James O'Connell, who has died at the age of 87, was through testing years head of Bradford University's department of peace studies. His successor pays tribute to a remarkable figure whose experiences in Ireland and Nigeria were crucial to his outlook.
The military seizure of power in Chile on 11 September 1973 continues to influence the country's politics, and its reverberations around the world were also to last for decades. Alan Angell, a distinguished scholar of Chile, reflects on the legacy of the coup and the reasons for its enduring impac
The military coup of forty years ago inaugurated a long period of dictatorship and human-rights violation. But its profound legacy also includes long-term economic and political effects, says Patricio Navia.
The political balance in the west is moving against military involvement in Syria. Such a choice will ensure the prolongation of war, chaos, extremism, and humanitarian disaster. Only intervention will open the way to a political settlement, says Bashar Haydar.
The contrasting treatment of those accused of verbal insults of the monarch and those responsible for violent repression casts a sorry verdict on the process of justice in Thailand, says Tyrell Haberkorn in Bangkok.

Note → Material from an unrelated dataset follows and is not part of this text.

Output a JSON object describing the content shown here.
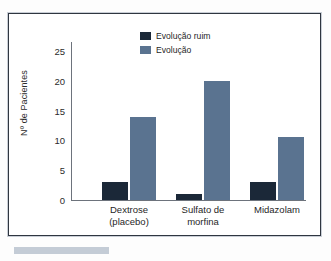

The International Panel on Climate Change (IPCC) is a unique public service that produces valuable scientific reports. But is yet another 1,000-page document what is needed now, asks Øyvind Paasche.
The United States's military preparations, and Israel's growing involvement, reveal the momentum to a dangerous escalation in the middle east.
Genocide is both taking on new forms in the era of democratic revolution and exposing the defective reactions of western states, says Martin Shaw.
The momentum in the United States is shifting towards a larger-scale attack on the Assad regime. But even a limited one will transform the nature of the war, with region-wide consequences.
The probability that the United States will make a single military reponse to the chemical-weapons assault near Damascus is very high.
Al-Qaida has twice returned from presumed defeat. Now, the fate of the Arab awakening provides it with a third opportunity.
A new study of the inner workings of North Korea's regime is an important account of its dark political genius. But big states in the international system share the blame for its success, says Kerry Brown.